Executive Brief

Board Treasurer
Peele Island Bird Observatory

June 2023

About Peele Island Bird Observatory

Pelee Island Bird Observatory (PIBO) is an internationally recognized NGO devoted to the study and observation of migratory birds on Pelee Island.  The vision for PIBO began 20 years ago after a migration-monitoring pilot study at Fish Point Provincial Nature Reserve documented 192 species and banded 3,450 birds on the island.

Located at the western end of Lake Erie, Pelee Island is a global Key Biodiversity Area, designated by BirdLife International and the Canadian Minister of the Environment. The most southerly inhabited land mass in Canada, Pelee Island is also a vital bird migration stepping-stone, set midway between Ohio to the south and Ontario to the north. Each spring and fall, millions of birds on two major flyways migrate through this “pinch point,”. Hundreds of thousands of birds land to feed and rest before they continue their journey across the lake.

As a result of its location and its range of habitats—coastal sand dunes, wetlands, lakes, freshwater marsh, abandoned and fallow farmland, savanna, limestone alvars, and Carolinan deciduous forest—Pelee Island is rich in both migratory and resident birds: a total of 314 species have now been recorded, and more than 150 species have been spotted in a single day during spring and fall migration.

PIBO is a not-for-profit corporation and registered charity in Canada.  The founding patrons are authors and bird enthusiasts Graeme Gibson and Margaret Atwood who actively and generously supported PIBO’s mission.

PIBO's work

Since 2004, PIBO has vastly increased knowledge of migrating and resident Pelee Island birds.
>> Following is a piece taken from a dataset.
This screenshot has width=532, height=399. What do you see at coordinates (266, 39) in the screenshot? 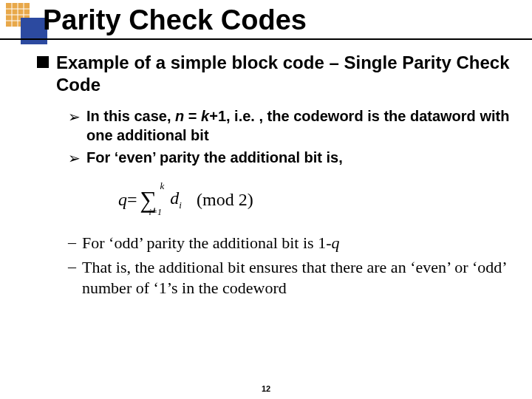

Each year from April to November, our staff conducts intensive migration-monitoring research and breeding-bird studies on Pelee Island, as well as a daily dawn-walk bird count. And we don’t only study birds: we also conduct dragonfly counts and monitor the annual migration of Ontario’s monarch butterflies on their way to the mountains of Michoacán, Mexico.
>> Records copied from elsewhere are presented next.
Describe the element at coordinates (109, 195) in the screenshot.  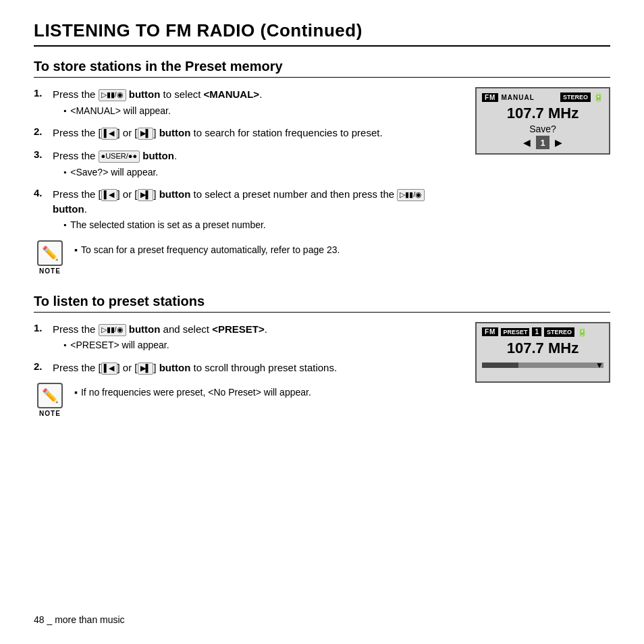
I see `button-prev-2: ▌◀` at that location.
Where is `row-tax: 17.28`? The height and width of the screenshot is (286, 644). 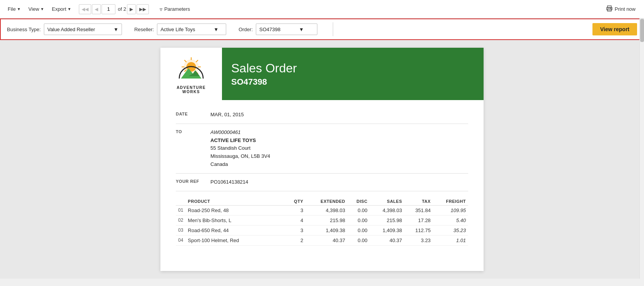
row-tax: 17.28 is located at coordinates (419, 220).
The work of PIBO is anchored in the following three programs: 

1) Research: each year we conduct as many as a dozen research projects, including Saw-whet owl and Prothonotary warbler monitoring. PIBO’s banding station in Fish Point Provincial Nature Reserve is open to the public and to school groups in the spring and fall. Since its inception, PIBO has banded and recorded the vital statistics of more than 50,000 birds.
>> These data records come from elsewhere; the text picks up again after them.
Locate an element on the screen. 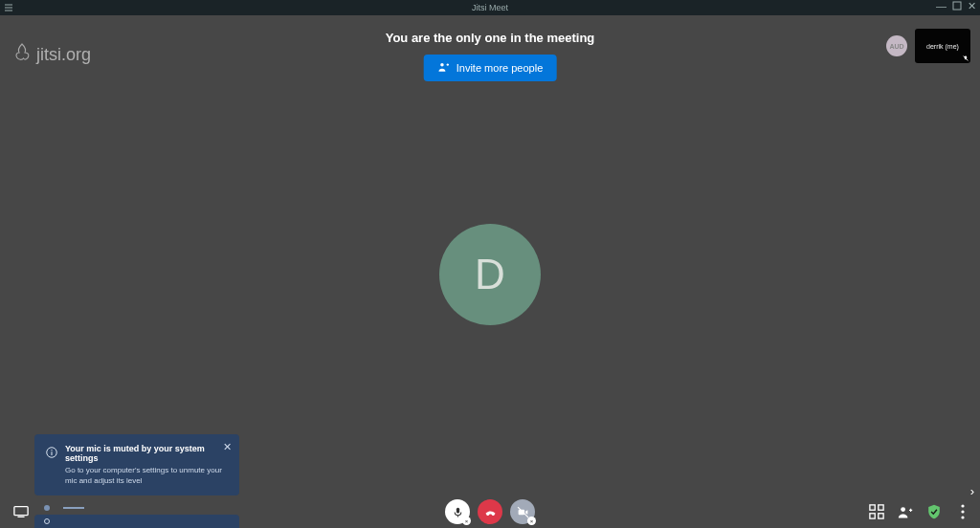  secondary-controls is located at coordinates (920, 512).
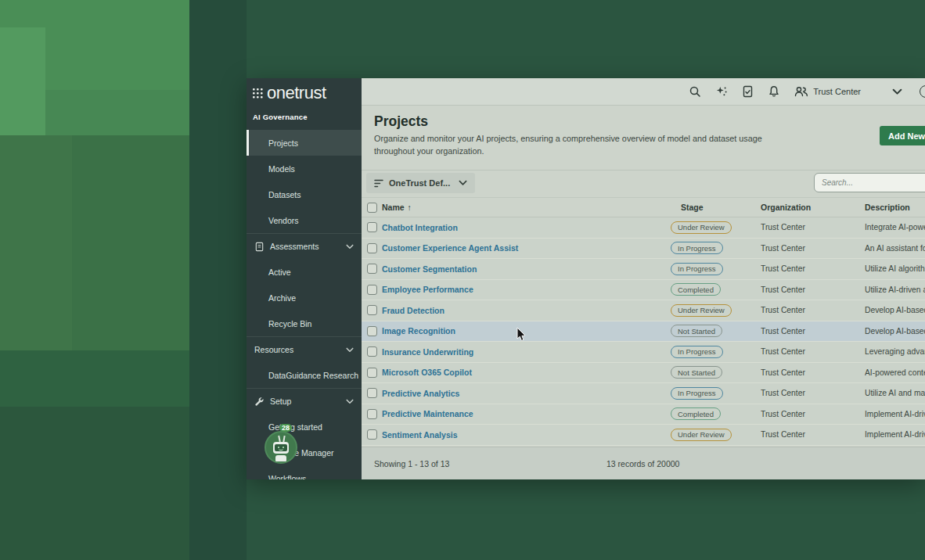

2) Outreach: we conduct extensive outreach programs, such as Backpacks for Birding, which donates backpacks filled with binoculars and bird guides to libraries in the Windsor area, including local Indigenous resource centres and facilities for medically challenged children. In June 2022, Windsor achieved the Bird Friendly City certification, being the 16th city to be designated with this certification. Also, in 2022, BIPO inaugurated The Graeme Gibson Prismáticos Project, which collects well-loved binoculars in Canada for distribution to schools and conservationists in Mexico.

3) Education: education has always been part of PIBO’s mandate. We developed a permanent bird display at the Pelee Island Heritage Centre and education programs that have reached thousands of school children throughout southwestern Ontario. Our 15-minute educational videos about bird migration, bird banding, conservation, and species at risk continues to open children to birdlife—work that was recognized by a Conservation Award for Environmental Education in Essex County.